Stirling's SAS used their jeeps primarily as long-distance personnel carriers initially, utilizing the grenade-sized *Lewis bomb* they developed [both explosive AND thermite incendiary] to destroy multiples of German aircraft on the ground at their airfields. When the Germans were forced to staff their rear-area airfields with ground defence forces, they followed up those stealth raids with brute force, smashing through gates with their jeeps using multiple-mount Vickers .303 MGs taken from obsolete bomber turrets, with a few scrounged .50 aircraft guns scrounged here and there. But the multiple Vickers *K-guns* were their real tools.
The raiding unit that made best use of the jeep as weapon as much as transport was the lesser-known raiders of *Popski's Private Army,* also operating in the British Eighth Army advance areas, both as raiders and intelligence-gatherers. Indeed, General Sir Bernard Montgomery described the unit of less than a hundred men as *the most effective intelligence-gathering unit of the war....*
PPA used the jeep, usually with a .50 and .30 Browning, sometimes with a British Bren or captured paired German MG34s or 42s facing rearward as *getaway guns,* though Italian weapons, a former Messerschmitt aircraft 20mm autocannon and even a flamethrower were among the hardware adapted to their jeeps. Occasionally encountering a German or Italian armoured car or light tank at intersecting route roadblocks, American bazookas were one answer, but the .50 Brownings were said to be quite capable as well, and more certain at night-though the mad Irishman with the flamethrower must have gotten their attention.
Popski's personal jeep, it should be noted, mounted a pair of .50 Brownings, and they were the M2 heavy barreled model, not the lighter barrel aircraft guns that couldn't stand up to sustained bursts in ground fire use.
After the fighting in the Western Desert was concluded, Popski's band relocated operations to Italy, where they worked their way behind the German lines again, further assisting both the British forces and Pattons with route teconnaisance and expectations as to German resistance in the villages and towns they were entering. And so PPA continued, all the way to Venice, thence on to Vienna, where they met up with occupying Russian forces, and things took an interesting turn of events- but though the Soviet forces may have trifled with some Brits, they found that the Gurkhas and PPA were a bad choice for such games.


▶ **Activity**
Determine the number of lines in the entries below in which the word "plot" appears, and reply with that number only.

▶ **Record excerpts**
#####

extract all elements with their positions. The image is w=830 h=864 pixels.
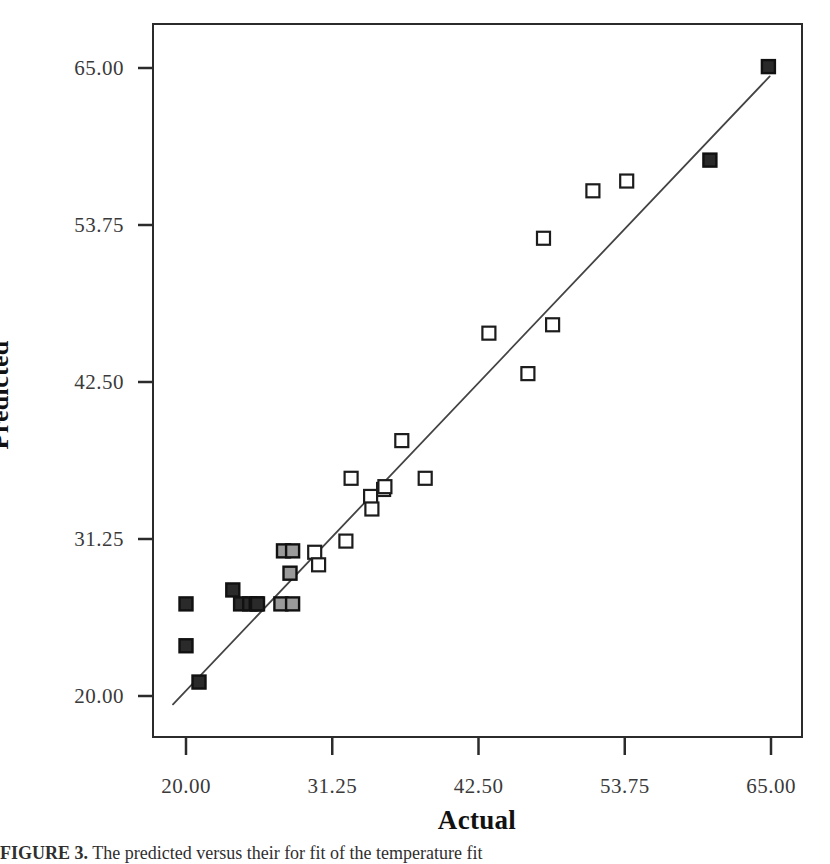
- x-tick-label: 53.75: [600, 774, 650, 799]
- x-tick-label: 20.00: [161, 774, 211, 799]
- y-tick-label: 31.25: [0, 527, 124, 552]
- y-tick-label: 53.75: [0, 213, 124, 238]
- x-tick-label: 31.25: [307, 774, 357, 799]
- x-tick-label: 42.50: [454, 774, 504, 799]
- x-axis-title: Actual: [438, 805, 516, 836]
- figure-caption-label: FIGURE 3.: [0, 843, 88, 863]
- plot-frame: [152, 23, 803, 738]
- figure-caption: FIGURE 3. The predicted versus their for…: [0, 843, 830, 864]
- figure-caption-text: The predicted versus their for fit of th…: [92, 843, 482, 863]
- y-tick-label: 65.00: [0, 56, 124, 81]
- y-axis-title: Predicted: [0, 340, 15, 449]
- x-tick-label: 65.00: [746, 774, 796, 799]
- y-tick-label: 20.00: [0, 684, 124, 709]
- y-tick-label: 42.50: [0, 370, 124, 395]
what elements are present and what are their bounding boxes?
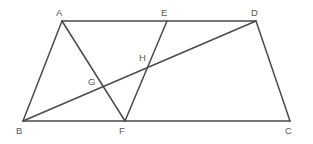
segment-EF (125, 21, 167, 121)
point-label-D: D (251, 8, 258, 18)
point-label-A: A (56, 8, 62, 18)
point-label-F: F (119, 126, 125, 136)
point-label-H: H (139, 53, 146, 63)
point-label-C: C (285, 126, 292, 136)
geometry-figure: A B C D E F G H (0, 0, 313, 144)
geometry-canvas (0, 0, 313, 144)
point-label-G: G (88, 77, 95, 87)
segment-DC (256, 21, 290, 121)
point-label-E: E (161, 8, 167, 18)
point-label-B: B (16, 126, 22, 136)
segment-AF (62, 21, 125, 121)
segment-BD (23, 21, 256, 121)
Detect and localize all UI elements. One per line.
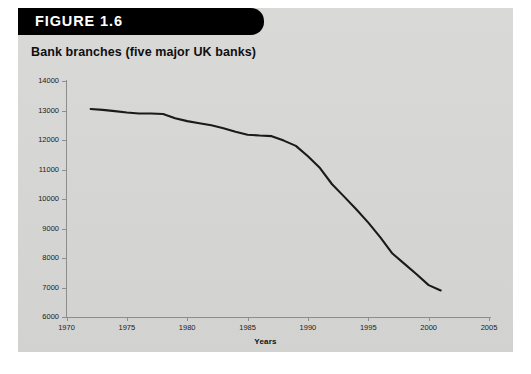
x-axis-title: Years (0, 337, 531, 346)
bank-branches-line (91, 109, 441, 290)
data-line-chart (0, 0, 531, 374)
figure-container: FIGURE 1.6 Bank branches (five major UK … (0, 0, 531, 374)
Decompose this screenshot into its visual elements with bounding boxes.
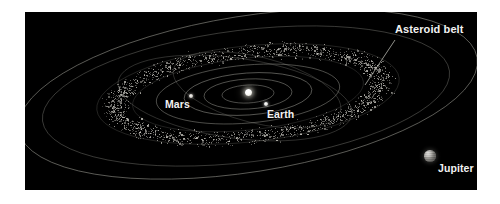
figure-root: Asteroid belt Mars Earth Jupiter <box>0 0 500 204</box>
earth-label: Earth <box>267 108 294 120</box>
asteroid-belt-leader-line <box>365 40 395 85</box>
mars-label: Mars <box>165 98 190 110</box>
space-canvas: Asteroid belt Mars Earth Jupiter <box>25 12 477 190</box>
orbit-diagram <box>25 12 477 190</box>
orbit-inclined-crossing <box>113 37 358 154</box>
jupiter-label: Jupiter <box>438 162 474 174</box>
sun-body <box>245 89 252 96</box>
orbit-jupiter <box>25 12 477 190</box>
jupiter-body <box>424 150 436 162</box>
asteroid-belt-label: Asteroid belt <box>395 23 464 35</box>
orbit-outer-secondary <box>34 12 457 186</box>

#####

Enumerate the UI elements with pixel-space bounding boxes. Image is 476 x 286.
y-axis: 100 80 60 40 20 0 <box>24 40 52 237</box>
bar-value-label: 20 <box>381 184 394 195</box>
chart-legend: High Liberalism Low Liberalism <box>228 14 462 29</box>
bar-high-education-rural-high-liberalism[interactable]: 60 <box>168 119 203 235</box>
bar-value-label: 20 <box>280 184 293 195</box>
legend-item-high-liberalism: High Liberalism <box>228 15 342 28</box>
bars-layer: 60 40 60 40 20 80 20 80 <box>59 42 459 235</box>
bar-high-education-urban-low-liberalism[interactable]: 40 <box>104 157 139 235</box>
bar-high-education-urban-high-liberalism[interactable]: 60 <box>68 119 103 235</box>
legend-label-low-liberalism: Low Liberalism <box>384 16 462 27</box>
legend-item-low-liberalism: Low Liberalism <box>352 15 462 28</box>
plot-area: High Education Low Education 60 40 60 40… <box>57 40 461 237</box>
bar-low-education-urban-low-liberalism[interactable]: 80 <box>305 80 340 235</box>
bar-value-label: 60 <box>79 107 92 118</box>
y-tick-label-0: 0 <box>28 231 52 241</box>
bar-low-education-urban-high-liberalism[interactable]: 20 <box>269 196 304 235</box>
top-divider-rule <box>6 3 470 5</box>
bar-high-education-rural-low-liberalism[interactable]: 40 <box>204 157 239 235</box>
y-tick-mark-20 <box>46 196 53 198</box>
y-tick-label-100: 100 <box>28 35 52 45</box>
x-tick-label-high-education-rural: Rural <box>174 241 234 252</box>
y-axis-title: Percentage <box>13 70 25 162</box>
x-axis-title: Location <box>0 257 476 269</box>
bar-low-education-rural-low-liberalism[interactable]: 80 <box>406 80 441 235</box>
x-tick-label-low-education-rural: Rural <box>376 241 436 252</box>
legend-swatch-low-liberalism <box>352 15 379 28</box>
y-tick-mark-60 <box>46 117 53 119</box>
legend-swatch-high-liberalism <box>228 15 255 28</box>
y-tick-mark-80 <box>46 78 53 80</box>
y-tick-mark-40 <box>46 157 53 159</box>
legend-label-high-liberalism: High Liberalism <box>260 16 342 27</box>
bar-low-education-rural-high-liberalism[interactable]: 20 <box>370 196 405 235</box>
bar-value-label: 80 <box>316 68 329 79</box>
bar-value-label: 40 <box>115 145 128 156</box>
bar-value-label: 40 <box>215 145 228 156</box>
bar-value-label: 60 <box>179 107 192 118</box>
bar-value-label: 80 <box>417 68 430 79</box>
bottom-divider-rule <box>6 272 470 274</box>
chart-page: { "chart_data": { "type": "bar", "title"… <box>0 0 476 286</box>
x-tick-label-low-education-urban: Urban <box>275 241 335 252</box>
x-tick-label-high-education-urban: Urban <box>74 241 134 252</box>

#####

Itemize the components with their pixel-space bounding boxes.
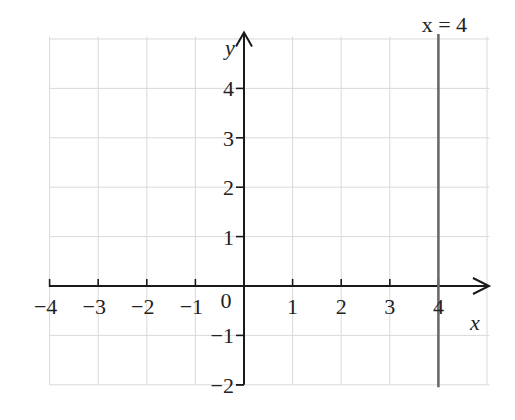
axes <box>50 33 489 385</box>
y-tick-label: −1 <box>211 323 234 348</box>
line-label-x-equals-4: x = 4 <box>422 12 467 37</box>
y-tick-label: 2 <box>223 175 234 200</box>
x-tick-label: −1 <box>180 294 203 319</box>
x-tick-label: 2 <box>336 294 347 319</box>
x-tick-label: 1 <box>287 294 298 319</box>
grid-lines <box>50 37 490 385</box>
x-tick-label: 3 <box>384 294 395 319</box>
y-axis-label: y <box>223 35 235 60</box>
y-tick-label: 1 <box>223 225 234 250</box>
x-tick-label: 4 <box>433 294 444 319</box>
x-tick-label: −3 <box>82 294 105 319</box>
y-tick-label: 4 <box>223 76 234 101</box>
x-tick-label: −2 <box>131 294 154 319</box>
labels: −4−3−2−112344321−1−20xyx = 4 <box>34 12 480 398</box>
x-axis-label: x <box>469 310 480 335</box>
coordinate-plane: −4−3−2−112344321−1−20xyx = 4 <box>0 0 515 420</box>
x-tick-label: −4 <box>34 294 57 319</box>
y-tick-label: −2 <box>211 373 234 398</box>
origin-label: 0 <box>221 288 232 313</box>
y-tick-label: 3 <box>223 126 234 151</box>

#####

▶ **Written reply**
2